As most people know, McDonald’s is not doing particularly well. (Ok, their last quarter’s sales were up year over year, so the death knell has subsided, but still nobody is jumping up and down about their success.) Apparently at the recent ANA Masters of Marketing Conference, Deborah Wahl, the current CMO at McDonald’s, told a group that McDonald’s recent decision to go 24 hours per day with breakfast was driven by social media data.

Really, is she suggesting that without that input they really had no idea that so many of their customers wanted breakfast available all day?

Or did she need the social media data to back up her recommendation because talking to customers otherwise is just passé; too hard; too unreliable; too much work, or…?

Data is a wonderful thing … if used to create actionable insights. If used to protect one’s backside; well that’s another story. Agile is not just a method, it’s a competitive advantage. If you can’t afford to be wrong, you’ve got bigger problems.

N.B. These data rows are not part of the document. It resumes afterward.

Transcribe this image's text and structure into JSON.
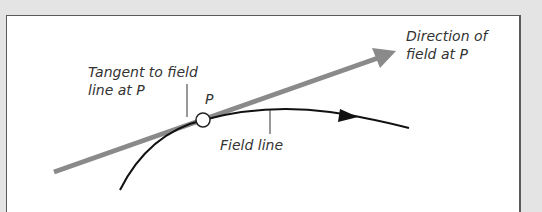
{
  "diagram": {
    "labels": {
      "tangent": "Tangent to field\nline at P",
      "point": "P",
      "field_line": "Field line",
      "direction": "Direction of\nfield at P"
    },
    "colors": {
      "tangent_arrow": "#8a8a8a",
      "field_line": "#111111",
      "background": "#e4e4e4",
      "panel": "#ffffff"
    }
  }
}
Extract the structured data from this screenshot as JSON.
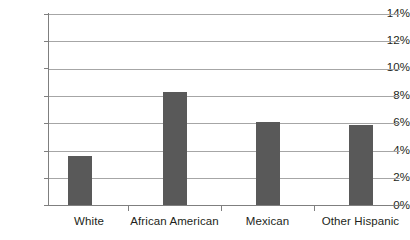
{
  "chart_data": {
    "type": "bar",
    "title": "",
    "subtitle": "",
    "xlabel": "",
    "ylabel": "",
    "categories": [
      "White",
      "African American",
      "Mexican",
      "Other Hispanic"
    ],
    "values": [
      3.6,
      8.3,
      6.1,
      5.9
    ],
    "series": [
      {
        "name": "",
        "values": [
          3.6,
          8.3,
          6.1,
          5.9
        ]
      }
    ],
    "ylim": [
      0,
      14
    ],
    "ytick_values": [
      0,
      2,
      4,
      6,
      8,
      10,
      12,
      14
    ],
    "ytick_labels": [
      "0%",
      "2%",
      "4%",
      "6%",
      "8%",
      "10%",
      "12%",
      "14%"
    ],
    "grid": true,
    "grid_axis": "y",
    "legend": false,
    "legend_position": "none",
    "annotations": [],
    "colors": {
      "bar": "#595959",
      "gridline": "#a6a6a6",
      "axis": "#7f7f7f",
      "text": "#231f20",
      "background": "#ffffff"
    }
  }
}
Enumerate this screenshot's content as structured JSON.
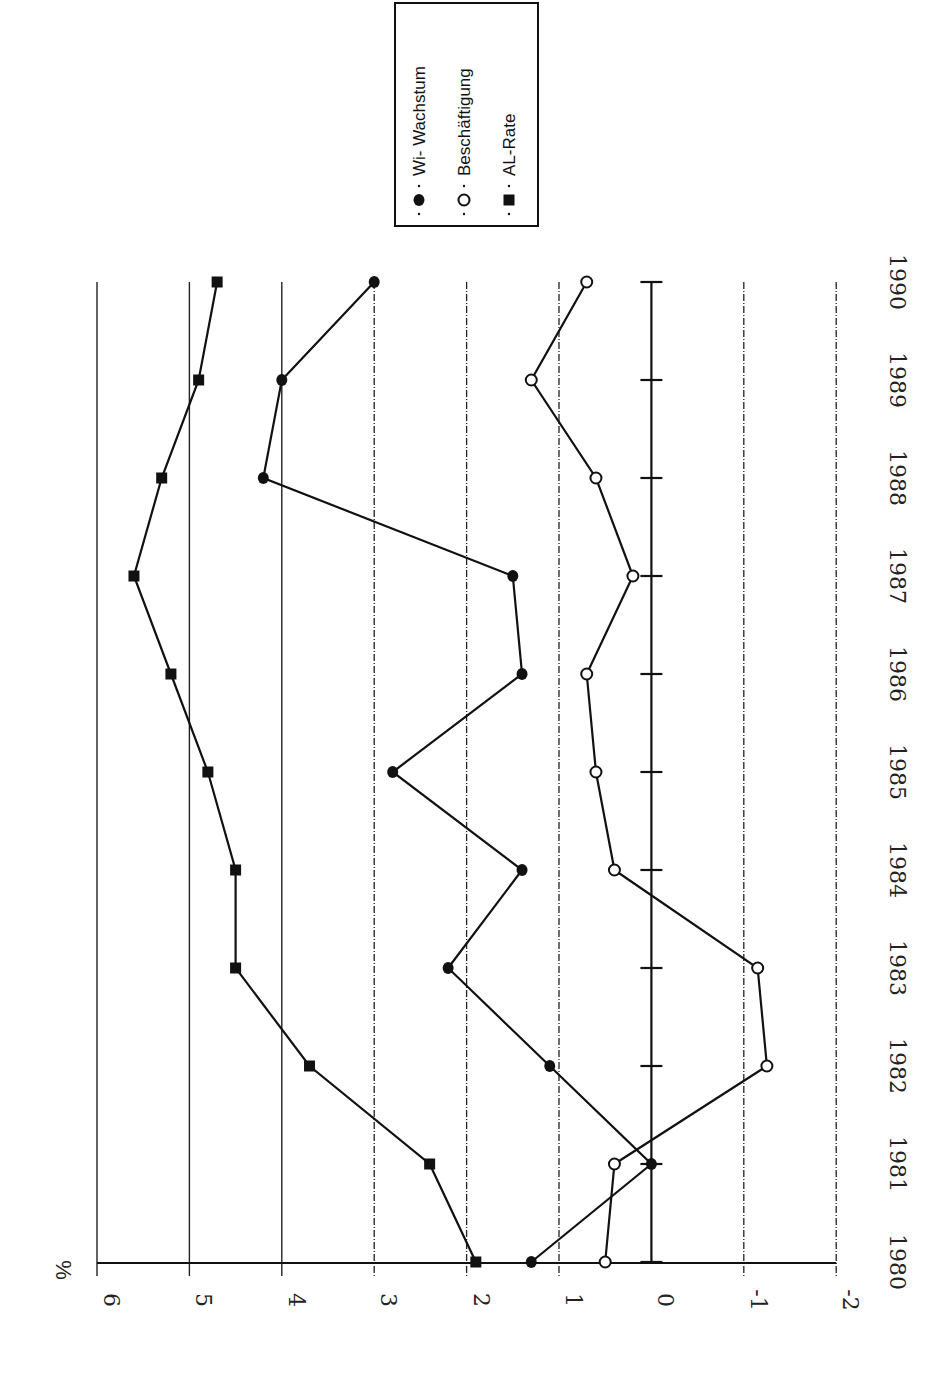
{
  "chart_data": {
    "type": "line",
    "title": "",
    "orientation": "rotated-90-clockwise",
    "xlabel": "",
    "ylabel": "%",
    "ylim": [
      -2,
      6
    ],
    "yticks": [
      "6",
      "5",
      "4",
      "3",
      "2",
      "1",
      "0",
      "-1",
      "-2"
    ],
    "x": [
      "1980",
      "1981",
      "1982",
      "1983",
      "1984",
      "1985",
      "1986",
      "1987",
      "1988",
      "1989",
      "1990"
    ],
    "grid": true,
    "legend_position": "top-right (rotated)",
    "series": [
      {
        "name": "Wi-Wachstum",
        "marker": "filled-circle",
        "values": [
          1.3,
          0.0,
          1.1,
          2.2,
          1.4,
          2.8,
          1.4,
          1.5,
          4.2,
          4.0,
          3.0
        ]
      },
      {
        "name": "Beschäftigung",
        "marker": "open-circle",
        "values": [
          0.5,
          0.4,
          -1.25,
          -1.15,
          0.4,
          0.6,
          0.7,
          0.2,
          0.6,
          1.3,
          0.7
        ]
      },
      {
        "name": "AL-Rate",
        "marker": "filled-square",
        "values": [
          1.9,
          2.4,
          3.7,
          4.5,
          4.5,
          4.8,
          5.2,
          5.6,
          5.3,
          4.9,
          4.7
        ]
      }
    ]
  },
  "legend": {
    "items": [
      {
        "label": "Wi- Wachstum",
        "marker": "filled-circle"
      },
      {
        "label": "Beschäftigung",
        "marker": "open-circle"
      },
      {
        "label": "AL-Rate",
        "marker": "filled-square"
      }
    ]
  },
  "axis": {
    "unit_label": "%"
  }
}
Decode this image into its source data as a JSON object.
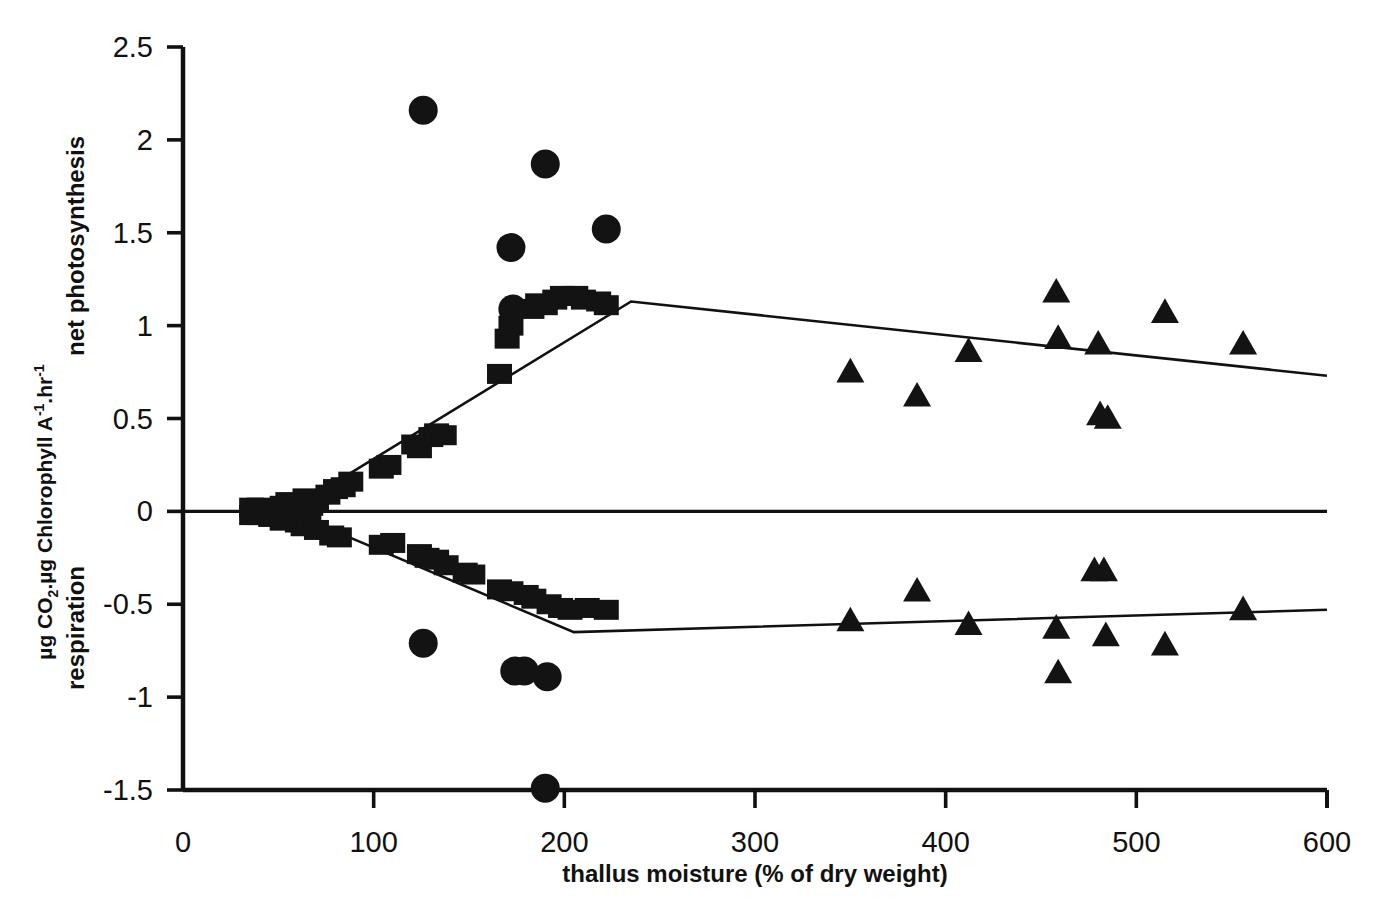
{
  "chart_data": {
    "type": "scatter",
    "title": "",
    "xlabel": "thallus moisture (% of dry weight)",
    "ylabel_line1": "µg CO2.µg Chlorophyll A-1.hr-1",
    "ylabel_line2": "net photosynthesis",
    "ylabel_lower": "respiration",
    "xlim": [
      0,
      600
    ],
    "ylim": [
      -1.5,
      2.5
    ],
    "xticks": [
      0,
      100,
      200,
      300,
      400,
      500,
      600
    ],
    "xtick_labels": [
      "0",
      "100",
      "200",
      "300",
      "400",
      "500",
      "600"
    ],
    "yticks": [
      2.5,
      2,
      1.5,
      1,
      0.5,
      0,
      -0.5,
      -1,
      -1.5
    ],
    "ytick_labels": [
      "2.5",
      "2",
      "1.5",
      "1",
      "0.5",
      "0",
      "-0.5",
      "-1",
      "-1.5"
    ],
    "grid": false,
    "legend": "none",
    "zero_line": 0,
    "marker_color": "#131313",
    "line_color": "#111111",
    "series": [
      {
        "name": "net photosynthesis - squares",
        "marker": "square",
        "points": [
          [
            36,
            0.02
          ],
          [
            40,
            0.02
          ],
          [
            44,
            0.01
          ],
          [
            52,
            0.03
          ],
          [
            55,
            0.05
          ],
          [
            58,
            0.02
          ],
          [
            61,
            0.04
          ],
          [
            64,
            0.07
          ],
          [
            67,
            0.03
          ],
          [
            70,
            0.06
          ],
          [
            76,
            0.09
          ],
          [
            80,
            0.12
          ],
          [
            84,
            0.13
          ],
          [
            88,
            0.16
          ],
          [
            104,
            0.23
          ],
          [
            108,
            0.25
          ],
          [
            121,
            0.36
          ],
          [
            124,
            0.34
          ],
          [
            130,
            0.4
          ],
          [
            133,
            0.42
          ],
          [
            137,
            0.41
          ],
          [
            166,
            0.74
          ],
          [
            170,
            0.93
          ],
          [
            172,
            1.0
          ],
          [
            183,
            1.09
          ],
          [
            186,
            1.12
          ],
          [
            190,
            1.11
          ],
          [
            195,
            1.14
          ],
          [
            199,
            1.16
          ],
          [
            206,
            1.16
          ],
          [
            210,
            1.14
          ],
          [
            218,
            1.13
          ],
          [
            222,
            1.11
          ]
        ]
      },
      {
        "name": "net photosynthesis - circles",
        "marker": "circle",
        "points": [
          [
            126,
            2.16
          ],
          [
            172,
            1.42
          ],
          [
            173,
            1.09
          ],
          [
            190,
            1.87
          ],
          [
            222,
            1.52
          ]
        ]
      },
      {
        "name": "net photosynthesis - triangles",
        "marker": "triangle",
        "points": [
          [
            350,
            0.75
          ],
          [
            385,
            0.62
          ],
          [
            412,
            0.86
          ],
          [
            458,
            1.18
          ],
          [
            459,
            0.93
          ],
          [
            480,
            0.9
          ],
          [
            481,
            0.52
          ],
          [
            485,
            0.5
          ],
          [
            515,
            1.07
          ],
          [
            556,
            0.9
          ]
        ]
      },
      {
        "name": "respiration - squares",
        "marker": "square",
        "points": [
          [
            36,
            -0.02
          ],
          [
            40,
            -0.02
          ],
          [
            46,
            -0.03
          ],
          [
            52,
            -0.05
          ],
          [
            56,
            -0.04
          ],
          [
            60,
            -0.06
          ],
          [
            63,
            -0.08
          ],
          [
            66,
            -0.07
          ],
          [
            70,
            -0.1
          ],
          [
            78,
            -0.13
          ],
          [
            82,
            -0.14
          ],
          [
            104,
            -0.18
          ],
          [
            110,
            -0.17
          ],
          [
            124,
            -0.23
          ],
          [
            128,
            -0.25
          ],
          [
            133,
            -0.26
          ],
          [
            138,
            -0.29
          ],
          [
            148,
            -0.33
          ],
          [
            152,
            -0.34
          ],
          [
            166,
            -0.42
          ],
          [
            172,
            -0.43
          ],
          [
            180,
            -0.45
          ],
          [
            184,
            -0.47
          ],
          [
            192,
            -0.5
          ],
          [
            198,
            -0.52
          ],
          [
            203,
            -0.53
          ],
          [
            212,
            -0.52
          ],
          [
            222,
            -0.53
          ]
        ]
      },
      {
        "name": "respiration - circles",
        "marker": "circle",
        "points": [
          [
            126,
            -0.71
          ],
          [
            174,
            -0.86
          ],
          [
            179,
            -0.86
          ],
          [
            191,
            -0.89
          ],
          [
            190,
            -1.49
          ]
        ]
      },
      {
        "name": "respiration - triangles",
        "marker": "triangle",
        "points": [
          [
            350,
            -0.59
          ],
          [
            385,
            -0.43
          ],
          [
            412,
            -0.61
          ],
          [
            458,
            -0.63
          ],
          [
            459,
            -0.87
          ],
          [
            478,
            -0.32
          ],
          [
            483,
            -0.32
          ],
          [
            484,
            -0.67
          ],
          [
            515,
            -0.72
          ],
          [
            556,
            -0.53
          ]
        ]
      }
    ],
    "fit_lines": [
      {
        "name": "net photosynthesis fit",
        "vertices": [
          [
            55,
            0.0
          ],
          [
            235,
            1.13
          ],
          [
            600,
            0.73
          ]
        ]
      },
      {
        "name": "respiration fit",
        "vertices": [
          [
            55,
            0.0
          ],
          [
            205,
            -0.65
          ],
          [
            600,
            -0.53
          ]
        ]
      }
    ]
  }
}
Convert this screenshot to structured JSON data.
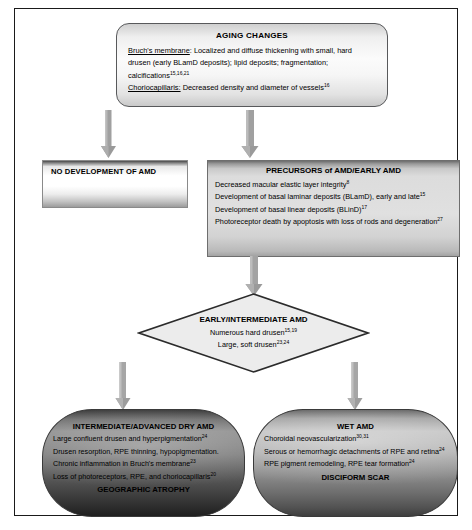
{
  "diagram": {
    "colors": {
      "page_border": "#1a1a1a",
      "arrow": "#9a9a9a",
      "diamond_fill": "#ececec",
      "diamond_stroke": "#2b2b2b"
    }
  },
  "aging": {
    "title": "AGING CHANGES",
    "lines": [
      {
        "label": "Bruch's membrane",
        "text": ": Localized and diffuse thickening with small, hard drusen (early BLamD deposits); lipid deposits; fragmentation; calcifications",
        "ref": "15,16,21"
      },
      {
        "label": "Choriocapillaris:",
        "text": " Decreased density and diameter of vessels",
        "ref": "16"
      }
    ]
  },
  "no_development": {
    "title": "NO DEVELOPMENT OF AMD"
  },
  "precursors": {
    "title": "PRECURSORS of AMD/EARLY AMD",
    "items": [
      {
        "text": "Decreased macular elastic layer integrity",
        "ref": "8"
      },
      {
        "text": "Development of basal laminar deposits (BLamD), early and late",
        "ref": "15"
      },
      {
        "text": "Development of basal linear deposits (BLinD)",
        "ref": "17"
      },
      {
        "text": "Photoreceptor death by apoptosis with loss of rods and degeneration",
        "ref": "27"
      }
    ]
  },
  "early_intermediate": {
    "title": "EARLY/INTERMEDIATE AMD",
    "items": [
      {
        "text": "Numerous hard drusen",
        "ref": "15,19"
      },
      {
        "text": "Large, soft drusen",
        "ref": "23,24"
      }
    ]
  },
  "dry_amd": {
    "title": "INTERMEDIATE/ADVANCED DRY AMD",
    "items": [
      {
        "text": "Large confluent drusen and hyperpigmentation",
        "ref": "24"
      },
      {
        "text": "Drusen resorption, RPE thinning, hypopigmentation.",
        "ref": ""
      },
      {
        "text": "Chronic inflammation in Bruch's membrane",
        "ref": "23"
      },
      {
        "text": "Loss of photoreceptors, RPE, and choriocapillaris",
        "ref": "20"
      }
    ],
    "outcome": "GEOGRAPHIC ATROPHY"
  },
  "wet_amd": {
    "title": "WET AMD",
    "items": [
      {
        "text": "Choroidal neovascularization",
        "ref": "30,31"
      },
      {
        "text": "Serous or hemorrhagic detachments of RPE and retina",
        "ref": "24"
      },
      {
        "text": "RPE pigment remodeling, RPE tear formation",
        "ref": "24"
      }
    ],
    "outcome": "DISCIFORM SCAR"
  }
}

Act on your insights. Be nimble, be agile, and do new things. If they work do more. If they don’t kill them and move on. Do or do not; there is not try.

Mitch

Republished with author's permission from original post.

Mitchell Goozé
Mitchell Goozé is the president and founder of Customer Manufacturing Group. His broad scope of business experience ranges from operations management in established firms, to start-up and turn-around situations and mergers. A seasoned general manager, he has headed divisions of large corporations and been CEO of independent firms, always focusing the company strategy on the most important person in business . . . the customer.